Attracting Attention

I will never forget my visit to New York.

Just before I entered university (many, many years ago…), my parents decided to travel somewhere where we didn’t have relatives we could stay with.

An unprecedented notion based on the cultures I was raised in (Latin and Asian).

We at least did the typical Asian thing and booked a company that would guide us through the city in a bus.

We saw the Statue of Liberty, Wall Street, Central Park, the whole shebang.

One location stood out from the rest for me. I will never forget it.

I was completely overwhelmed by it the second we got off and were told to be back at the pick up spot in a couple hours.

Times Square.

times-square-new-york

The entire place was filled with people, cars, buildings, and loud noises.

Oh, and ads. So. Many. Ads.

It was hard to think and keep up with everyone else zooming past. I swear I was in a different planet.

My family and I stood on a sidewalk and just watched life go by, awestruck and dumbfounded as to where to begin with the few hours we were given.

It was insane.

If the internet were a location you could go visit, I think it would feel like Times Square.

Busy, cramped, loud, and filled to the brim with ads.

How do you attract attention, then, in a world as busy as that? How do you set up the story you want to tell?

With something that marketers like to call, a hook.

Hook

A hook is a movie trailer for your story.

It tells you a little bit about the story but ends at some sort of cliffhanger.

This pulls your audience in, because they want to know what happens next. It makes you want to know more if the story is of interest to you.

It immediately starts separating your audience into the ones that care about the story, and the ones that don’t.

The ones that don’t care were most likely not going to become happy customers anyway so it’s okay. We want to attract the ones with potential to love what we do and tell other people about us.

The hook actively attracts and rejects people.

That’s why it’s so important to get this part right.

In the words of the father of modern advertising, David Ogilvy:

“Five times as many people read the headline as read the body copy. When you have written your headline, you have spent eighty cents out of your dollar.”

David was talking about websites in particular, which is why he calls them headlines. It goes by different names depending on what tool you’re talking about.

Yes I know, marketing is confusing.

Regardless, I like to create hooks by summarizing the entire story I’m going to tell into as few words as possible.

This naturally creates holes in the story, because you can’t possibly fit everything you are going to say in one sentence. Then you can play with the gaps that appear as the natural cliffhangers for your hook.

There’s a hundred different ways you can write a marketing hook, but I’ll highlight three popular methods.

Narrative Hooks

The bread and butter of storytellers.

Movies, TV shows, books. They all start by giving you a hook that emotionally invests you. Usually the opening scene, the first sentence of a book.

Here’s an example of a narrative hook (first sentence) from the book Persuader by Lee Child:

The cop climbed out of his car exactly four minutes before he got shot.

Wait whaaaaat!

This idea can easily be implemented in marketing. Start with a story that leads into the topic you actually want to talk about.

It may not look like it’s related to the business or the product, but the suspense of the story will draw the audience in until you reveal how it’s connected.

  • Last November, Michael was unexpectedly fired from his job as a customer service rep.
  • When his phone rang at 5:00 a.m. on October 1st, James ignored it.

Scroll back up to the top of this page and read the first sentence, and you’ll see this in action.

Research Hooks

Highlight fascinating findings, but not everything. You can show the actual facts or ask questions that lead into talking about said finding.

Always make sure that the information is reliable.

Nothing hurts building relationships more than lying.

  • 85% of people who buy — don’t make a purchase until after 90 days.
  • Can people live without chocolate?

Argument Hooks

Present a bold claim and provide the proof in the story that comes after. Almost like a conversation where you’re telling someone about your opinion on something.

  • 1000 songs in your pocket.
  • The way we do business has fundamentally changed.

See what’s happening? We’re not pushing product information in front of their faces, we’re pulling them in.

A proper hook must give your audience enough context to care about the rest of the story.

We’re promising that the story we’re about to tell is worth the audience’s time. The people that keep reading are now expecting you to fulfill that promise.

You now have the attention of these strangers online, it’s time to do good on the promise and develop a sense of trust in order to retain their attention.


_What you need to do_
Your result will be the set of lines with "delete", copied from the material below.

______

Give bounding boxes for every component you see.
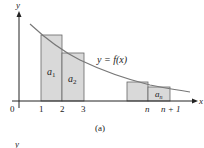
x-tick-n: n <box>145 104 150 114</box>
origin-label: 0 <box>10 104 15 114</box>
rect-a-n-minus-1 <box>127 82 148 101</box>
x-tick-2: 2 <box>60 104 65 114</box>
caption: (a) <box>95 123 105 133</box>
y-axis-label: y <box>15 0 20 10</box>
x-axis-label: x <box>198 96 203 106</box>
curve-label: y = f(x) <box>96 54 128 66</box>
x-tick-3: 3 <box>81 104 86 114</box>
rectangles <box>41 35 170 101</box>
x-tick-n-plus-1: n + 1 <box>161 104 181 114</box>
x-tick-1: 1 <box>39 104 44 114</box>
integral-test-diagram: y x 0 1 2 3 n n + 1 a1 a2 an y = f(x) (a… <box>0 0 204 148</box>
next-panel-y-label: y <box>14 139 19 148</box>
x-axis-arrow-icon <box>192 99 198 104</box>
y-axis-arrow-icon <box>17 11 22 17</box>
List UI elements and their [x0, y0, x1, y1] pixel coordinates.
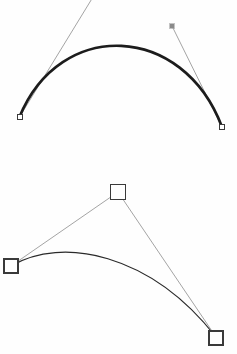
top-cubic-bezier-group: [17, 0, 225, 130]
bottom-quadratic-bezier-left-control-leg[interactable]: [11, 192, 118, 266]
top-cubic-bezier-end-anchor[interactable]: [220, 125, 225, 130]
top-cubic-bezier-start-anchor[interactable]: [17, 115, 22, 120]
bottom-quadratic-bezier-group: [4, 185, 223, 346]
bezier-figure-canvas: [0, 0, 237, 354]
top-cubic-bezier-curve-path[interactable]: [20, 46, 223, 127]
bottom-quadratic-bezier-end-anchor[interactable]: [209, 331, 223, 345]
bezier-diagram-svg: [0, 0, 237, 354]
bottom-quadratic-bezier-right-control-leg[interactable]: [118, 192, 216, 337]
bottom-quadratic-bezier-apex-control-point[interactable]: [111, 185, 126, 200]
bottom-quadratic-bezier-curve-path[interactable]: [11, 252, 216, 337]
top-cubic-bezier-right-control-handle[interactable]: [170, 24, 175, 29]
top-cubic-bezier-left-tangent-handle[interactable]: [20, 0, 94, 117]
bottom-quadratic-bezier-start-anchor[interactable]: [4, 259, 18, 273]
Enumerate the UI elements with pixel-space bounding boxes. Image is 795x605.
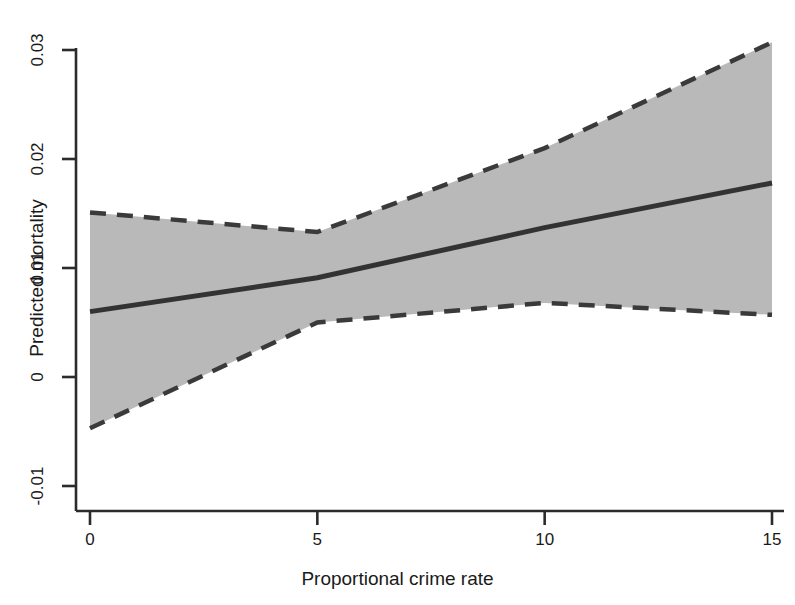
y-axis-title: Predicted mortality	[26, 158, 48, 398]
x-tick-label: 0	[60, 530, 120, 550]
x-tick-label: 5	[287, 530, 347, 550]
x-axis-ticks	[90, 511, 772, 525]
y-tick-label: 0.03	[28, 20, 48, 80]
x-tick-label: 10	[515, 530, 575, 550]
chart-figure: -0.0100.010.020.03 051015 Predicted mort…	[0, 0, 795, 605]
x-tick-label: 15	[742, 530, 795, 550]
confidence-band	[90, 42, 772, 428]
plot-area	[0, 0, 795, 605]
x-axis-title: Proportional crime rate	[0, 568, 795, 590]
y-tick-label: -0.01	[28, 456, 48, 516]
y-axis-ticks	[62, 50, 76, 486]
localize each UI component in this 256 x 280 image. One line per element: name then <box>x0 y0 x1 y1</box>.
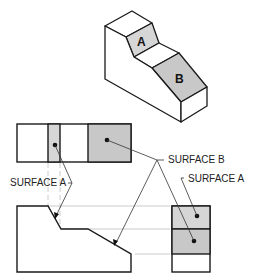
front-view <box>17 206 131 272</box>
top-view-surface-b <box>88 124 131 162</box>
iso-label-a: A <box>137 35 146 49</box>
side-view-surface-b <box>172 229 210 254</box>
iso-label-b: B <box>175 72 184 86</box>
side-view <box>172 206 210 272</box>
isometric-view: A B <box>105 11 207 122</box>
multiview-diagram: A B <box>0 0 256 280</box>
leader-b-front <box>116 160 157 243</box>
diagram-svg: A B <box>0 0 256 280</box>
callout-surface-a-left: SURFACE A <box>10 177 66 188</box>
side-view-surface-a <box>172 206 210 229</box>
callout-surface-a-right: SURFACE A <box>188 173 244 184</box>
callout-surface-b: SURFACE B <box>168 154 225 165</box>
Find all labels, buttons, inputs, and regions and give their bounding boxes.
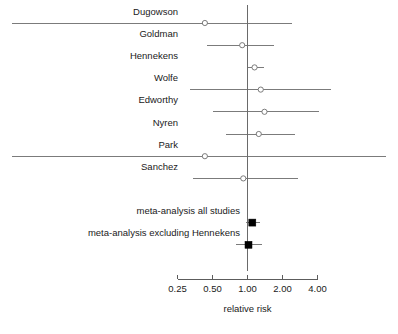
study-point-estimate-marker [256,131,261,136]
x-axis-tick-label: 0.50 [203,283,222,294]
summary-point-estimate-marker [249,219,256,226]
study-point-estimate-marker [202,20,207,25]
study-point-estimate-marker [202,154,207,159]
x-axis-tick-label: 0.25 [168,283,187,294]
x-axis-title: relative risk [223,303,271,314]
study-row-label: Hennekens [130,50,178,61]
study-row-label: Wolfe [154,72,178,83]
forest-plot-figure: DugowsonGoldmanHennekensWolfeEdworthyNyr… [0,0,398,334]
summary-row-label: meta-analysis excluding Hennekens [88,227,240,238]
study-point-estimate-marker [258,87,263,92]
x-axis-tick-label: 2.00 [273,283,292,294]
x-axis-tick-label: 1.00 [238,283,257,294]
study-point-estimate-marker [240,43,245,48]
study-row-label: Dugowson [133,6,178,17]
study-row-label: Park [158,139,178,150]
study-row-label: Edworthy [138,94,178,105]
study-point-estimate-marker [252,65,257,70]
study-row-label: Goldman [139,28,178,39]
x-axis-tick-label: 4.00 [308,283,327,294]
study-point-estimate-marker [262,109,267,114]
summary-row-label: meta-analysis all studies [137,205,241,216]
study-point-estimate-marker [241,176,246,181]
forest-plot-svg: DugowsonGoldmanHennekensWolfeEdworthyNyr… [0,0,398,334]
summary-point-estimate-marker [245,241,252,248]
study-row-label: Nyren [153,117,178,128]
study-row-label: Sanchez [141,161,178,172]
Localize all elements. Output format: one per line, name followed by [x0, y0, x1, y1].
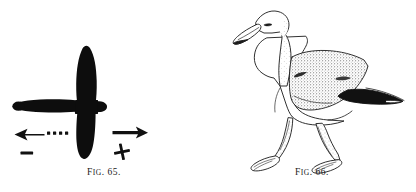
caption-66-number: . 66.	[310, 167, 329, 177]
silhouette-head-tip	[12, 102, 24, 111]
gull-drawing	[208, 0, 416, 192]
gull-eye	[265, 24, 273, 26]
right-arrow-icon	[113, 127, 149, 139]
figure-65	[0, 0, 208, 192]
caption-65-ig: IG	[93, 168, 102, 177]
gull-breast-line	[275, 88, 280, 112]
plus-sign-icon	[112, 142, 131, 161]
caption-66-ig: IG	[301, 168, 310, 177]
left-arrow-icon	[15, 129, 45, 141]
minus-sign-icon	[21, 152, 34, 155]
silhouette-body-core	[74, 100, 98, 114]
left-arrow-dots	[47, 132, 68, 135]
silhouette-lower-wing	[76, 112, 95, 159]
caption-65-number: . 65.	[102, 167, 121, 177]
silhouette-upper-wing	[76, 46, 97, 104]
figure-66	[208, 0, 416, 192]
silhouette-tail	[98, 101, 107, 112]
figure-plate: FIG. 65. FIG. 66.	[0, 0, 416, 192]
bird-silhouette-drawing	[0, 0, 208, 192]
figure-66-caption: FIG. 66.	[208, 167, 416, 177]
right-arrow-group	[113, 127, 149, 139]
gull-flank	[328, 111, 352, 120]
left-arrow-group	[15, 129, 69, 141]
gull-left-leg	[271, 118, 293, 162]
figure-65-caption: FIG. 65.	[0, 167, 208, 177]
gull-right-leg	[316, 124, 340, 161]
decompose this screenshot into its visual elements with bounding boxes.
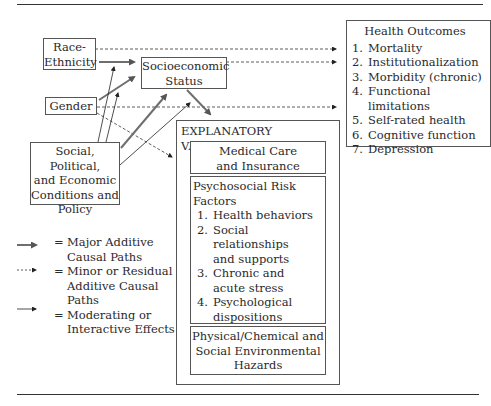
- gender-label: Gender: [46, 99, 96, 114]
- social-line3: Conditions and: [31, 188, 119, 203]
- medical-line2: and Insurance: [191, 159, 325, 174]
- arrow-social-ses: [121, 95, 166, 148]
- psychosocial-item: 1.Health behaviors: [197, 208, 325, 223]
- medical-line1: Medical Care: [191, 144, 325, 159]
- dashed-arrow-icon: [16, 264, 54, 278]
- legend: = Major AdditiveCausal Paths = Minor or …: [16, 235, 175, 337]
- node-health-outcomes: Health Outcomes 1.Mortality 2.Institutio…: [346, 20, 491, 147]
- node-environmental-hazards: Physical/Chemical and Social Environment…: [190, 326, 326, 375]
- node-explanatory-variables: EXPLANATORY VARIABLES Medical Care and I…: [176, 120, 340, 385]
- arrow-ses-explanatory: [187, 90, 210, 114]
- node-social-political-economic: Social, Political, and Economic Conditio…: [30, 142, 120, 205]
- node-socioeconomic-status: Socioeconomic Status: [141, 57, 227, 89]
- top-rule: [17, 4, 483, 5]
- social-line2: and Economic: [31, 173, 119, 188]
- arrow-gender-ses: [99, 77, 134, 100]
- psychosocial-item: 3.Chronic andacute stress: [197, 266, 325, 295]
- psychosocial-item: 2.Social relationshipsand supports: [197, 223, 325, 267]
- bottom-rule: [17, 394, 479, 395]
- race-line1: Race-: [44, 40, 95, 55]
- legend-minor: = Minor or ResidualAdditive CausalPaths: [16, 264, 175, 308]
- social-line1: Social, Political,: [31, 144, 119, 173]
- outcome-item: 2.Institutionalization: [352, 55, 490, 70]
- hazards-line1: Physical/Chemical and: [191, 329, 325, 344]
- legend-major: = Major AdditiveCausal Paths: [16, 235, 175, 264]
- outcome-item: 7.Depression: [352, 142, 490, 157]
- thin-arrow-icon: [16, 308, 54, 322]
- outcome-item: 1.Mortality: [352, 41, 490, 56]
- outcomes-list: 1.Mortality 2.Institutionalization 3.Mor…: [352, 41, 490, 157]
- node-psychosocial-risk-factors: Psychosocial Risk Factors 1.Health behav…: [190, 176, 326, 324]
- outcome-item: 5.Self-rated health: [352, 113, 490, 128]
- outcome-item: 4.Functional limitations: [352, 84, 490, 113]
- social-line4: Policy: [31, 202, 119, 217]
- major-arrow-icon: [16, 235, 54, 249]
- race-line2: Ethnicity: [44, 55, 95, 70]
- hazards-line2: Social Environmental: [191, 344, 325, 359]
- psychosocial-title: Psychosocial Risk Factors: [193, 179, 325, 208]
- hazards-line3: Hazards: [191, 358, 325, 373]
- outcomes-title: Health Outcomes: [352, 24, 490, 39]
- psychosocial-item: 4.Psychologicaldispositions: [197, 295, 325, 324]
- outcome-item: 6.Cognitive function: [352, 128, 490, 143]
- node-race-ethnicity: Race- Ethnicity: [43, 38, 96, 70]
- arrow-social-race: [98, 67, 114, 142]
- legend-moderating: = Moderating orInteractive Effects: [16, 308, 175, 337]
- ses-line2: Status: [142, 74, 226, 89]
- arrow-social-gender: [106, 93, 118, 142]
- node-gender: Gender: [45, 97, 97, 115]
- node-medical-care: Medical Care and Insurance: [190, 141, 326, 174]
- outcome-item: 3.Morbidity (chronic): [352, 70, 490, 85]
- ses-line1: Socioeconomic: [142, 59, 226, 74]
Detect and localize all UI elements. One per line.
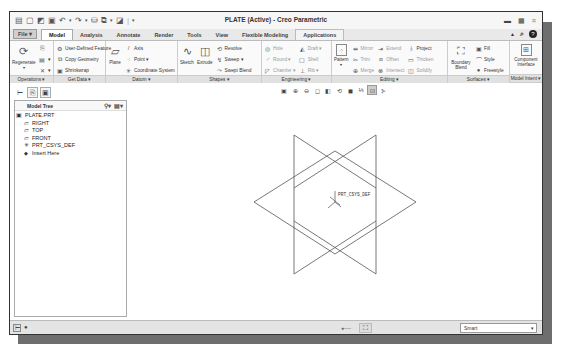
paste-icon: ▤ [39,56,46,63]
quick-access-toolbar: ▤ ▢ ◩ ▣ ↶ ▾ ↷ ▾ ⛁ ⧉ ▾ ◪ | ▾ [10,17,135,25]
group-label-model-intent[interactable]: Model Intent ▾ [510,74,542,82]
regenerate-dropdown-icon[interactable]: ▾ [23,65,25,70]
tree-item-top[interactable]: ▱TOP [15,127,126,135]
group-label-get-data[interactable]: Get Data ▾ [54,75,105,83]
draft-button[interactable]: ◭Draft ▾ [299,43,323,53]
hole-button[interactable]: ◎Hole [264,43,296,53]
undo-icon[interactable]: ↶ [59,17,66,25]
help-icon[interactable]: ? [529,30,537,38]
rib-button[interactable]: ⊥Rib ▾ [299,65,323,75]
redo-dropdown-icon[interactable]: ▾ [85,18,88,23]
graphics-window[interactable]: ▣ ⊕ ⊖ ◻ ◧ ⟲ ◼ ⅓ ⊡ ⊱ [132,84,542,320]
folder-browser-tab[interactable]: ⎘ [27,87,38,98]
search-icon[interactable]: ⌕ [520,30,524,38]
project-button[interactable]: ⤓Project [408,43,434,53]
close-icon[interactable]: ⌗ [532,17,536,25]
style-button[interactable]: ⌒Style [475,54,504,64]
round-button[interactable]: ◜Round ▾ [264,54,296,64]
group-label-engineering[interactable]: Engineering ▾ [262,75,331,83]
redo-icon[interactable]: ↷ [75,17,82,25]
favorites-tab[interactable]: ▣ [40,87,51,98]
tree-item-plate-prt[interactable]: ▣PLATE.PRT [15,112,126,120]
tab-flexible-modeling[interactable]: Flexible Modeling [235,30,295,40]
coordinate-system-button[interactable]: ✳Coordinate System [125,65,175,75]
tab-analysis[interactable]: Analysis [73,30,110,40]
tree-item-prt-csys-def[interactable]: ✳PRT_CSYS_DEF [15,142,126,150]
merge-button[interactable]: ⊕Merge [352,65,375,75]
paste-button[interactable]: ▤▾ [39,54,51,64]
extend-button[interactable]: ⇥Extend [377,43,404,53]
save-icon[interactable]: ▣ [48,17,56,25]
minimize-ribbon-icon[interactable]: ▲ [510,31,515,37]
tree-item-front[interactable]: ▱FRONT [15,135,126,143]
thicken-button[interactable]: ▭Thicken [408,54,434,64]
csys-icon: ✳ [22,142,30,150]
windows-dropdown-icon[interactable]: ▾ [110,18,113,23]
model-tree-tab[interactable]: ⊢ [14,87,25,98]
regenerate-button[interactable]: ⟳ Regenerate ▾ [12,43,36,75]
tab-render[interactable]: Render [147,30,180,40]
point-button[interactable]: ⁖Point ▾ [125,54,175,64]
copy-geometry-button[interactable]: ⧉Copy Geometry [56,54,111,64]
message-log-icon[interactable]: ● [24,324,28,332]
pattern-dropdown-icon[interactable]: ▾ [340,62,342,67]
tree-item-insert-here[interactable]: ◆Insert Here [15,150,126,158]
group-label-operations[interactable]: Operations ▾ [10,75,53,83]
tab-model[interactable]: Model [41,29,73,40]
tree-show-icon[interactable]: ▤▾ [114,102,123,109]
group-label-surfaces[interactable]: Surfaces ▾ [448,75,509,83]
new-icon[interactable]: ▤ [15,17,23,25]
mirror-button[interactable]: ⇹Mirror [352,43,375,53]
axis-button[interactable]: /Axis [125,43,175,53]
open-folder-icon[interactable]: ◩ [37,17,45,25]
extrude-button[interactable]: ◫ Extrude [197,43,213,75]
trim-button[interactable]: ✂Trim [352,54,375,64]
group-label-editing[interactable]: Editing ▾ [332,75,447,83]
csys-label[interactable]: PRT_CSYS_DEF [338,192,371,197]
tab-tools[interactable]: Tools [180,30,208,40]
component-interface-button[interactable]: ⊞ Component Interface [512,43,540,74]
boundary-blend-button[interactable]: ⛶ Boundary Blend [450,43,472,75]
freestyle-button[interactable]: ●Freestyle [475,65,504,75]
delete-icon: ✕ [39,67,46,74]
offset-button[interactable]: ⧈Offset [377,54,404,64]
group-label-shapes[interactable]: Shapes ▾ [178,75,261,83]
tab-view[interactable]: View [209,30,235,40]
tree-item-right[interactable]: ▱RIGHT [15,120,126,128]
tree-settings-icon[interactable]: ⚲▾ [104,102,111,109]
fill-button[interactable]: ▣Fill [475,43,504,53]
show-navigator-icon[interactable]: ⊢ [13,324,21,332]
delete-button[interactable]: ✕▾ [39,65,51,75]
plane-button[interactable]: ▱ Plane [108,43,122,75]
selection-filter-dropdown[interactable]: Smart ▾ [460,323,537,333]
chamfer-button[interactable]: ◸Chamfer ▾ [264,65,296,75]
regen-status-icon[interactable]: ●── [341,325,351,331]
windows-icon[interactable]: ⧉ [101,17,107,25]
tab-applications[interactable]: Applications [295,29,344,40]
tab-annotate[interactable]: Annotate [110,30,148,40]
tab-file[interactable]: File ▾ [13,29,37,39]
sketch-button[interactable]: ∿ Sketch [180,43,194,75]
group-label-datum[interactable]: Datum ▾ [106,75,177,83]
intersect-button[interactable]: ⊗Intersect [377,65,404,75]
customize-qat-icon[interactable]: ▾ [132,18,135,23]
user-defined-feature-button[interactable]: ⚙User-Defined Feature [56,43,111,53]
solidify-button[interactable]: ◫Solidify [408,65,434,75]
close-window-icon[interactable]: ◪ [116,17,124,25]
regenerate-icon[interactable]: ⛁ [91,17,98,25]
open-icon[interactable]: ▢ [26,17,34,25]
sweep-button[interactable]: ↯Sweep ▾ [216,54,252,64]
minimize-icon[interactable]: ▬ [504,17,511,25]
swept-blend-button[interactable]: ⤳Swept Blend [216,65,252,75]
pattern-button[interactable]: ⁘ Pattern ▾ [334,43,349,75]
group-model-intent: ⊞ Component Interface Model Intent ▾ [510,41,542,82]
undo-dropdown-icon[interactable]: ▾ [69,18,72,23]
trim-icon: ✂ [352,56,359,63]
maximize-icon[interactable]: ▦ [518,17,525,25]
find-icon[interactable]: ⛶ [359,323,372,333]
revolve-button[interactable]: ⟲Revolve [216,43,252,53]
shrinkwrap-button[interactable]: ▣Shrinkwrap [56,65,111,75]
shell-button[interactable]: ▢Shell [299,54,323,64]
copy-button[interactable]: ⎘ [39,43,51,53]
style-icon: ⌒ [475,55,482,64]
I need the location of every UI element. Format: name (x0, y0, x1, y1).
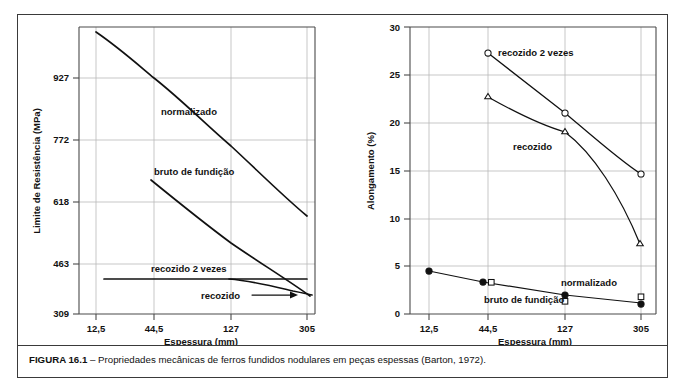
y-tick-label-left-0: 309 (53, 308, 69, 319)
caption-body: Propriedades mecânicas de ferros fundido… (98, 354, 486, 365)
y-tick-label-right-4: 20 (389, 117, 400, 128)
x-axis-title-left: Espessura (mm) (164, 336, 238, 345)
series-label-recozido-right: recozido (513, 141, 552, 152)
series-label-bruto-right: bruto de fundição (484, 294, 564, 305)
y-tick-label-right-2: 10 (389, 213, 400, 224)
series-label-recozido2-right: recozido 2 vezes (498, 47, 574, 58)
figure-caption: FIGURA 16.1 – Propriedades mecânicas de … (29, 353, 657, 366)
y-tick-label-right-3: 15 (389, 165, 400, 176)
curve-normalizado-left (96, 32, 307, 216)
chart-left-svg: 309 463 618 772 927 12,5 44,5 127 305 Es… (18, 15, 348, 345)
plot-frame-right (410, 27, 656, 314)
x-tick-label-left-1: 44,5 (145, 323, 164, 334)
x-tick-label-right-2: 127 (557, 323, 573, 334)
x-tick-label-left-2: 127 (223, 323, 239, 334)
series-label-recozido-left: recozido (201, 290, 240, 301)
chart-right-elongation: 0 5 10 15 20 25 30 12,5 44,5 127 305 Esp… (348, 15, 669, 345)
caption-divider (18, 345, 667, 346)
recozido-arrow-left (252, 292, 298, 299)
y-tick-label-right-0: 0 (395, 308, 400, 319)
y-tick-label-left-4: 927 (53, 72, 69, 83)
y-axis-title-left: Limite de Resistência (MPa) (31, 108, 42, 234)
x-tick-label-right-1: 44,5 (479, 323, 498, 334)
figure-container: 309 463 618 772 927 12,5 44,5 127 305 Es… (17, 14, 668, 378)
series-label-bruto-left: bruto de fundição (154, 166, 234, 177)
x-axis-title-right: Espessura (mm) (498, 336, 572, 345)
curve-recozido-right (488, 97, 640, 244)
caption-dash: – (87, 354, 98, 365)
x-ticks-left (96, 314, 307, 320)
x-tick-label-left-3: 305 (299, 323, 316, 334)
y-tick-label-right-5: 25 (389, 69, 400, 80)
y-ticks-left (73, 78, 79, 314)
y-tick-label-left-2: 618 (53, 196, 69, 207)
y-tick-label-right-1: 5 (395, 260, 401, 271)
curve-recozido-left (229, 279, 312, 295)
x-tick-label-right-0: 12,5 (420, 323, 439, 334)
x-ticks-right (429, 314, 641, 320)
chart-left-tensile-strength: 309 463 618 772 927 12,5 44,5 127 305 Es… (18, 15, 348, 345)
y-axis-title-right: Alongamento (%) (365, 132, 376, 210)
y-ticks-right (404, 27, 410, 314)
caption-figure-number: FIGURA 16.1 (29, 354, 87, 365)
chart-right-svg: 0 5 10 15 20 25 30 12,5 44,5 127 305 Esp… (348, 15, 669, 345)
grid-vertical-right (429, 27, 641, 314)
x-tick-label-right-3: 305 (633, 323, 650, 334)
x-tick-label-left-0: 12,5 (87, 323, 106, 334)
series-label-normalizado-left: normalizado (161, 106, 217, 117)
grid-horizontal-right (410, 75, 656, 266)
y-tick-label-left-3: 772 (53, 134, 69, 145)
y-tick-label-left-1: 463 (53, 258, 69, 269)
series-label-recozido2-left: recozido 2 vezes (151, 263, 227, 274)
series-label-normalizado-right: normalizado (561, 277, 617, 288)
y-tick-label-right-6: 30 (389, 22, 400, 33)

______

_Response to the task_
delete-icon: ✕ [39,67,46,74]
delete-button[interactable]: ✕▾ [39,65,51,75]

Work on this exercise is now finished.